In mathematical physics, the Degasperis–Procesi equation
u t − u x x t + 2 κ u x + 4 u u x = 3 u x u x x + u u x x x is one of only two exactly solvable equations in the following family of third-order, non-linear, dispersive PDEs:
u t − u x x t + 2 κ u x + ( b + 1 ) u u x = b u x u x x + u u x x x , where κ and b are real parameters (b=3 for the Degasperis–Procesi equation). It was discovered by Degasperis and Procesi in a search for integrable equations similar in form to the Camassa–Holm equation, which is the other integrable equation in this family (corresponding to b=2); that those two equations are the only integrable cases has been verified using a variety of different integrability tests. Although discovered solely because of its mathematical properties, the Degasperis–Procesi equation (with κ > 0 ) has later been found to play a similar role in water wave theory as the Camassa–Holm equation.
Among the solutions of the Degasperis–Procesi equation (in the special case κ = 0 ) are the so-called multipeakon solutions, which are functions of the form
u ( x , t ) = ∑ i = 1 n m i ( t ) e − | x − x i ( t ) | where the functions m i and x i satisfy
x ˙ i = ∑ j = 1 n m j e − | x i − x j | , m ˙ i = 2 m i ∑ j = 1 n m j sgn ( x i − x j ) e − | x i − x j | . These ODEs can be solved explicitly in terms of elementary functions, using inverse spectral methods.
When κ > 0 the soliton solutions of the Degasperis–Procesi equation are smooth; they converge to peakons in the limit as κ tends to zero.
The Degasperis–Procesi equation (with κ = 0 ) is formally equivalent to the (nonlocal) hyperbolic conservation law
∂ t u + ∂ x [ u 2 2 + G 2 ∗ 3 u 2 2 ] = 0 , where G ( x ) = exp ( − | x | ) , and where the star denotes convolution with respect to x. In this formulation, it admits weak solutions with a very low degree of regularity, even discontinuous ones (shock waves). In contrast, the corresponding formulation of the Camassa–Holm equation contains a convolution involving both u 2 and u x 2 , which only makes sense if u lies in the Sobolev space H 1 = W 1 , 2 with respect to x. By the Sobolev embedding theorem, this means in particular that the weak solutions of the Camassa–Holm equation must be continuous with respect to x.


### To do
Tally the lines below that include the string "Analytics". Reply with the total only.

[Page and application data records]
------------------------------------------------

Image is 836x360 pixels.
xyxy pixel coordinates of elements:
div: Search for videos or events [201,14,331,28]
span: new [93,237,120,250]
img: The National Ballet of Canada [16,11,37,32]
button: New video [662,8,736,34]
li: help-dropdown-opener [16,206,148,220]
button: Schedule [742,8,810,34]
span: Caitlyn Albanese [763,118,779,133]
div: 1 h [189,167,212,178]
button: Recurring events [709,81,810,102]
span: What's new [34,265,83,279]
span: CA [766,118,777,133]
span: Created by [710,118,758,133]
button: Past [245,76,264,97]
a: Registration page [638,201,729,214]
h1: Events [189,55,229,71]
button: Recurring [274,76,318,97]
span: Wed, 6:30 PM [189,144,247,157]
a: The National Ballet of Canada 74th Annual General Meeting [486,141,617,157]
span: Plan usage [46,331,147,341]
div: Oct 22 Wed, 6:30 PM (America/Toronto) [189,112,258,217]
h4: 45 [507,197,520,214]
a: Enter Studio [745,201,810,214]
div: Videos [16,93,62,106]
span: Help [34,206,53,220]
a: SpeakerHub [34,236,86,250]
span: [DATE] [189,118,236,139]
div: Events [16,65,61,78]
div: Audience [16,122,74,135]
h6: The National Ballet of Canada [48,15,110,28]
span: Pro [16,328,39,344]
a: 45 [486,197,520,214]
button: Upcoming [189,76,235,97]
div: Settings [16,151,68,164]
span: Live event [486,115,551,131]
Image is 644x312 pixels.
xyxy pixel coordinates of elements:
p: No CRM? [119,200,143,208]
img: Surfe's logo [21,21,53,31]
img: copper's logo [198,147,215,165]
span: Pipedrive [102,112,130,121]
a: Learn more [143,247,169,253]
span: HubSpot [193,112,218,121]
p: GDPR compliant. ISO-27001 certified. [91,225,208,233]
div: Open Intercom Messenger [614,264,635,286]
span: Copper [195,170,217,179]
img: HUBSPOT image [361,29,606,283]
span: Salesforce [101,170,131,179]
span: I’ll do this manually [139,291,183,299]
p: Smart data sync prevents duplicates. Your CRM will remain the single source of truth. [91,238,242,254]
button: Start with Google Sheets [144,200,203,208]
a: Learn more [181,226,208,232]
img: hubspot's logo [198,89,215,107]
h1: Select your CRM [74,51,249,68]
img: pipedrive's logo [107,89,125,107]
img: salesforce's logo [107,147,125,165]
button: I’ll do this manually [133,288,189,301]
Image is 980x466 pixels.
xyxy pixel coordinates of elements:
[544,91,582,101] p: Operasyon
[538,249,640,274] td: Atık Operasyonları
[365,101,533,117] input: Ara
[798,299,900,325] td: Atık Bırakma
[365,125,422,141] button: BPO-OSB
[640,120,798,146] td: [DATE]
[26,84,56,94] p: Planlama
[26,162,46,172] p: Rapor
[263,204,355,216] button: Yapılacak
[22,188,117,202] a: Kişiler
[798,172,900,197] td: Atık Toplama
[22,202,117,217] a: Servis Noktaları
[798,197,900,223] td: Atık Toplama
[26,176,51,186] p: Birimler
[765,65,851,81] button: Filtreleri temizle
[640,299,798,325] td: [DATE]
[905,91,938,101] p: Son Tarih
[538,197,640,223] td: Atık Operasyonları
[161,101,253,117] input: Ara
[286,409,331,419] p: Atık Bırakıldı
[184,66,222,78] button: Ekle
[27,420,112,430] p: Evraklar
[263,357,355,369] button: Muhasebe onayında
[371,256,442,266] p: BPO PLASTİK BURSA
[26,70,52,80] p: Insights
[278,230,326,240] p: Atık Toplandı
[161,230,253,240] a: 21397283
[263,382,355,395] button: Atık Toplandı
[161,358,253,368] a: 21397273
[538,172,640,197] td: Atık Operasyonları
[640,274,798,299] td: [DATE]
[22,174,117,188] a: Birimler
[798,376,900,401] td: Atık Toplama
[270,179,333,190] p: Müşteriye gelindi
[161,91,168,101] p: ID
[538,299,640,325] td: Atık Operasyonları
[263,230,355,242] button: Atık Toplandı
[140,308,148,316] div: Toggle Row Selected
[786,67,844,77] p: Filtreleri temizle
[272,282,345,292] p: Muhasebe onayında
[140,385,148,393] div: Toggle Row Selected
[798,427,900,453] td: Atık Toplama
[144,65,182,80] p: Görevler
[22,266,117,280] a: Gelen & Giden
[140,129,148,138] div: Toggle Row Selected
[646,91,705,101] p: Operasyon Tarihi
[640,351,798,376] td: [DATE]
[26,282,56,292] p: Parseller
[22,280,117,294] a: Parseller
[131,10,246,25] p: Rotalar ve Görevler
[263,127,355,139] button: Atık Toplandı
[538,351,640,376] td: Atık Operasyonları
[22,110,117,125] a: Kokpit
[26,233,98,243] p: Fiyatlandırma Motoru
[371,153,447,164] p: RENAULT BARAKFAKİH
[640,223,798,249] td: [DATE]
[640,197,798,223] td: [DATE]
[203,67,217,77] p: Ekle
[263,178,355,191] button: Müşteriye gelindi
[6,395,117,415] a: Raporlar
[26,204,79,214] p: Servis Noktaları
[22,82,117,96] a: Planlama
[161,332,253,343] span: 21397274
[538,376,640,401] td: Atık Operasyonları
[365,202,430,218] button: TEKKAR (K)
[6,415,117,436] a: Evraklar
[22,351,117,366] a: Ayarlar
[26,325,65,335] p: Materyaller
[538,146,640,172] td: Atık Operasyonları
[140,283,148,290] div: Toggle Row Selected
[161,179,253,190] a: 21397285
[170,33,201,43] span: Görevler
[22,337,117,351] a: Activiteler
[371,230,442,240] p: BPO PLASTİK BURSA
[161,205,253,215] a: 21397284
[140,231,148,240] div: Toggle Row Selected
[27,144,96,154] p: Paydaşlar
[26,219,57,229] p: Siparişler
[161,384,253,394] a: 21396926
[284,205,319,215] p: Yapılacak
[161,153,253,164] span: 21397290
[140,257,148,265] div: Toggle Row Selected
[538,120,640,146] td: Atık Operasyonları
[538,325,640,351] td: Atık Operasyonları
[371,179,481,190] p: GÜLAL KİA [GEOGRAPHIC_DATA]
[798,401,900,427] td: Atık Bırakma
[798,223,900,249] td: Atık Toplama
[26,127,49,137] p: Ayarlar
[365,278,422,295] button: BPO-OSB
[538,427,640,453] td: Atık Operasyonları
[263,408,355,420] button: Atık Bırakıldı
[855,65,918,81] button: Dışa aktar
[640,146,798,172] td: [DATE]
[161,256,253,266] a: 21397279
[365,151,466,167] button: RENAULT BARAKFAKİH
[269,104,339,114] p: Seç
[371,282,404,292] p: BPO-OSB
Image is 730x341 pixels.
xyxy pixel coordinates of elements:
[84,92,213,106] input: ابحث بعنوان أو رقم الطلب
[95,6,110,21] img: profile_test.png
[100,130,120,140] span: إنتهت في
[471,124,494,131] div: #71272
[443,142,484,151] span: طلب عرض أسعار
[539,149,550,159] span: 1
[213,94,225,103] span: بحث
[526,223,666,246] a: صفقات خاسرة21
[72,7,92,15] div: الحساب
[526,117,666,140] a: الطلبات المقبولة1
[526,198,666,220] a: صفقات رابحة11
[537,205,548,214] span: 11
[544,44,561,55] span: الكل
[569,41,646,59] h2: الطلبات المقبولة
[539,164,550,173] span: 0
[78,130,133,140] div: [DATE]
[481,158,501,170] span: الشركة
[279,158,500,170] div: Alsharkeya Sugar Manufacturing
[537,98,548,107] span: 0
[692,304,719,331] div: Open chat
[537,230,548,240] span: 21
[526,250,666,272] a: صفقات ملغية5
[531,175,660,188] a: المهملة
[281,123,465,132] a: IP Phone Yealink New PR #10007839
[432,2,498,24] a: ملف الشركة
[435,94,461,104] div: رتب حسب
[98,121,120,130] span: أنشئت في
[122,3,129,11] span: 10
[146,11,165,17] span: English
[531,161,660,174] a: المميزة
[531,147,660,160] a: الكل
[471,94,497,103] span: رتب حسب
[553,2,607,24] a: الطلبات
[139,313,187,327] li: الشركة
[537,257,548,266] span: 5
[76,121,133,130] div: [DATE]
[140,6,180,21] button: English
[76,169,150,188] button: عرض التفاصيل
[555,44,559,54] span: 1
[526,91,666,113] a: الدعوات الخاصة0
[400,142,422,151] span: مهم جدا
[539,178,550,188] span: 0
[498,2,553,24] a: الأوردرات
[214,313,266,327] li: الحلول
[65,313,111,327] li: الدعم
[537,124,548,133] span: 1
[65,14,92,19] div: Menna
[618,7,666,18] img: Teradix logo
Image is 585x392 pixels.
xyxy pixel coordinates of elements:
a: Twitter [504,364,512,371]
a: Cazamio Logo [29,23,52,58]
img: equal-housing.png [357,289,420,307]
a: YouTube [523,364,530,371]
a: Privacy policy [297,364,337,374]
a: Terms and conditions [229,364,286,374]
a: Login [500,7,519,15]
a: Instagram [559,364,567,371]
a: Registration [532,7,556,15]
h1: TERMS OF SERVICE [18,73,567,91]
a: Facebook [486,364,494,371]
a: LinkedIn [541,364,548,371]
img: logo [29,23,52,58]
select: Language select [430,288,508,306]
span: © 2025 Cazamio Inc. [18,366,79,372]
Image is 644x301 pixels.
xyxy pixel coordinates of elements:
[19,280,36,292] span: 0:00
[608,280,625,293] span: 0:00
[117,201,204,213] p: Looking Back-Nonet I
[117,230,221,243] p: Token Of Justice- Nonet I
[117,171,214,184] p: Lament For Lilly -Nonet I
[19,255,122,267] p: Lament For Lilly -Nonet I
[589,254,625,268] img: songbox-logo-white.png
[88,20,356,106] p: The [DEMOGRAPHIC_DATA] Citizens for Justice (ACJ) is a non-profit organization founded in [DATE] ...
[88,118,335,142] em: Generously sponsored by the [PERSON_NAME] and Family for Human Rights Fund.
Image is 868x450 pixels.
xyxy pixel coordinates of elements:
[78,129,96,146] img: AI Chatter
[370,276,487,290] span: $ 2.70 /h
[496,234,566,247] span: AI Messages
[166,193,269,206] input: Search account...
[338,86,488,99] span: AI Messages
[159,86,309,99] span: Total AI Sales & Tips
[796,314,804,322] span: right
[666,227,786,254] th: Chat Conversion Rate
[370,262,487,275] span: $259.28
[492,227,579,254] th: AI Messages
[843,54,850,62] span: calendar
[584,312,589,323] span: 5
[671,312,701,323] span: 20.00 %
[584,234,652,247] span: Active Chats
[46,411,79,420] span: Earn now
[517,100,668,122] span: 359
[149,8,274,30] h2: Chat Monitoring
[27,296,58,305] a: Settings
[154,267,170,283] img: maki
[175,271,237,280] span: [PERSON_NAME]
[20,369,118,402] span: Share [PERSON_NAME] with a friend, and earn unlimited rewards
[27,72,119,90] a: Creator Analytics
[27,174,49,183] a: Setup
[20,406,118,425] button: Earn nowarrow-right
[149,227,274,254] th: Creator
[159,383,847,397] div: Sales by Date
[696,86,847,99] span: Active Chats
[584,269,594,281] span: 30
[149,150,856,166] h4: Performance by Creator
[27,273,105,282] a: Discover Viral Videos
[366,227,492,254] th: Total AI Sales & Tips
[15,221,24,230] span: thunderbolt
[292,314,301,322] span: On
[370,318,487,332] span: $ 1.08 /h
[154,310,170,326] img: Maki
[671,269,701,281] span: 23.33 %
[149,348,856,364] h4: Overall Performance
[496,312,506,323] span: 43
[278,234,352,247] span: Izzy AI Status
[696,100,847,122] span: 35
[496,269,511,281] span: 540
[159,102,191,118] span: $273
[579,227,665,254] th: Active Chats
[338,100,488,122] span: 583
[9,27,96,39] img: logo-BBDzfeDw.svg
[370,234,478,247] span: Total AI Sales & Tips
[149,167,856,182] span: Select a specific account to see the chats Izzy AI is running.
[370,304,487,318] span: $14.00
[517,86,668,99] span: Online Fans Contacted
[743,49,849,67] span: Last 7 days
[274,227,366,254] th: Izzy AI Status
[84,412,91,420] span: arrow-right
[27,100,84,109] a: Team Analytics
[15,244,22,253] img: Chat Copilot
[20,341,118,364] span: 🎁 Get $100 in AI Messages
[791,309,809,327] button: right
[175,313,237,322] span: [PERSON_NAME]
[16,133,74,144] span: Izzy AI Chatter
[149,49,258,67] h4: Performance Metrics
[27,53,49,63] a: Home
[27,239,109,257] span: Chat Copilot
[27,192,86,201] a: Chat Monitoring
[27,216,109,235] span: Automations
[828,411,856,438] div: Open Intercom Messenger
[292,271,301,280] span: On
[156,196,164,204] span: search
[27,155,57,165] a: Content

------------------------------------------------

### Result of the task
2